Books
The Rough Guide to Devon & Cornwall
The Rough Guide to Norfolk & Suffolk
The Rough Guide to South America On a Budget
The Rough Guide to the Dominican Republic
The Rough Guide to the Netherlands
The Rough Guide to Venice & the Veneto
The Routledge Guidebook to Gramsci’s Prison Notebooks (The Routledge Guides to The Great Books)
The RSS: And the Making of the? Deep Nat
The Rubber Band/The Red Box 2-in-1
The Rudest Book Ever: Powerful Perspectives to Free Your Mind
The Rugged Life: The Modern Guide to Self-Reliance
The Rule Of One: The Power Of Social Intrapreneurship
Online store of household appliances and electronics
Then the question arises: where’s the content? Not there yet? That’s not so bad, there’s dummy copy to the rescue. But worse, what if the fish doesn’t fit in the can, the foot’s to big for the boot? Or to small? To short sentences, to many headings, images too large for the proposed design, or too small, or they fit in but it looks iffy for reasons.
A client that’s unhappy for a reason is a problem, a client that’s unhappy though he or her can’t quite put a finger on it is worse. Chances are there wasn’t collaboration, communication, and checkpoints, there wasn’t a process agreed upon or specified with the granularity required. It’s content strategy gone awry right from the start. If that’s what you think how bout the other way around? How can you evaluate content without design? No typography, no colors, no layout, no styles, all those things that convey the important signals that go beyond the mere textual, hierarchies of information, weight, emphasis, oblique stresses, priorities, all those subtle cues that also have visual and emotional appeal to the reader.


▶ [Aim of the task] Filter the data for lines with the word "coef" and copy those lines.

(Figure dataset records)
____________________
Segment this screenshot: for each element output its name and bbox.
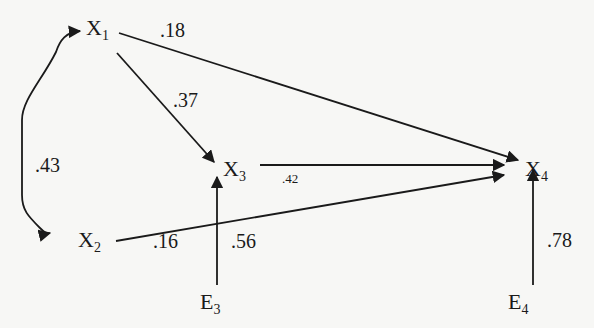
coef-x3-x4: .42 bbox=[282, 172, 298, 185]
node-x2: X2 bbox=[78, 229, 101, 255]
coef-e4-x4: .78 bbox=[547, 230, 572, 250]
diagram-edges bbox=[0, 0, 594, 328]
coef-x1-x2: .43 bbox=[35, 155, 60, 175]
node-x4: X4 bbox=[525, 158, 548, 184]
node-x1: X1 bbox=[86, 17, 109, 43]
node-e3: E3 bbox=[200, 291, 220, 317]
coef-e3-x3: .56 bbox=[231, 231, 256, 251]
node-e4: E4 bbox=[508, 291, 528, 317]
edge-x1-x3 bbox=[117, 53, 214, 162]
path-diagram: X1 X2 X3 X4 E3 E4 .43 .18 .37 .42 .16 .5… bbox=[0, 0, 594, 328]
coef-x1-x3: .37 bbox=[173, 90, 198, 110]
edge-x1-x2-correlation bbox=[22, 31, 80, 233]
node-x3: X3 bbox=[223, 158, 246, 184]
coef-x2-x4: .16 bbox=[153, 231, 178, 251]
coef-x1-x4: .18 bbox=[160, 20, 185, 40]
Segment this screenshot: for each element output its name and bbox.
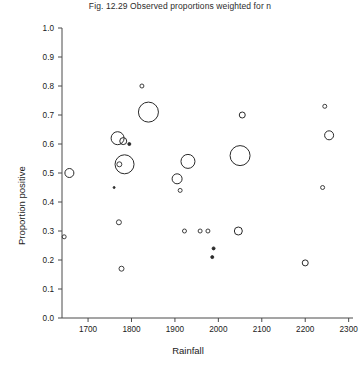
y-axis-tick-label: 0.4 [28,198,54,207]
y-axis-tick-label: 0.7 [28,111,54,120]
y-axis-tick-label: 0.2 [28,256,54,265]
scatter-plot-canvas [0,0,360,365]
data-point [128,143,131,146]
data-point [325,131,334,140]
y-axis-ticks [58,28,62,318]
y-axis-tick-label: 0.6 [28,140,54,149]
data-point [117,162,122,167]
data-point [65,169,74,178]
x-axis-tick-label: 2100 [242,325,282,334]
data-point [239,112,245,118]
axis-lines [62,28,353,318]
data-point [211,256,214,259]
y-axis-tick-label: 0.8 [28,82,54,91]
data-point [116,220,121,225]
x-axis-tick-label: 2000 [198,325,238,334]
data-point [182,229,186,233]
data-points-layer [62,84,333,271]
y-axis-tick-label: 0.9 [28,53,54,62]
data-point [115,155,134,174]
data-point [302,260,308,266]
x-axis-tick-label: 1700 [68,325,108,334]
y-axis-label: Proportion positive [16,166,27,245]
data-point [172,174,182,184]
x-axis-tick-label: 1800 [111,325,151,334]
data-point [230,146,250,166]
figure-container: Fig. 12.29 Observed proportions weighted… [0,0,360,365]
x-axis-tick-label: 2300 [329,325,360,334]
x-axis-tick-label: 2200 [285,325,325,334]
data-point [323,104,327,108]
x-axis-tick-label: 1900 [155,325,195,334]
data-point [321,186,325,190]
data-point [119,266,124,271]
data-point [140,84,144,88]
y-axis-tick-label: 1.0 [28,24,54,33]
data-point [181,154,195,168]
data-point [212,247,215,250]
data-point [113,187,115,189]
data-point [178,188,182,192]
data-point [138,102,158,122]
x-axis-label: Rainfall [8,345,360,356]
x-axis-ticks [88,318,349,322]
y-axis-tick-label: 0.5 [28,169,54,178]
data-point [62,235,66,239]
data-point [198,229,202,233]
data-point [206,229,210,233]
y-axis-tick-label: 0.0 [28,314,54,323]
y-axis-tick-label: 0.3 [28,227,54,236]
data-point [234,227,242,235]
y-axis-tick-label: 0.1 [28,285,54,294]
____________________
▶ [Response to the task]
coef-x3-x4: .42 bbox=[282, 172, 298, 185]
coef-e4-x4: .78 bbox=[547, 230, 572, 250]
coef-x1-x2: .43 bbox=[35, 155, 60, 175]
coef-e3-x3: .56 bbox=[231, 231, 256, 251]
coef-x1-x3: .37 bbox=[173, 90, 198, 110]
coef-x2-x4: .16 bbox=[153, 231, 178, 251]
coef-x1-x4: .18 bbox=[160, 20, 185, 40]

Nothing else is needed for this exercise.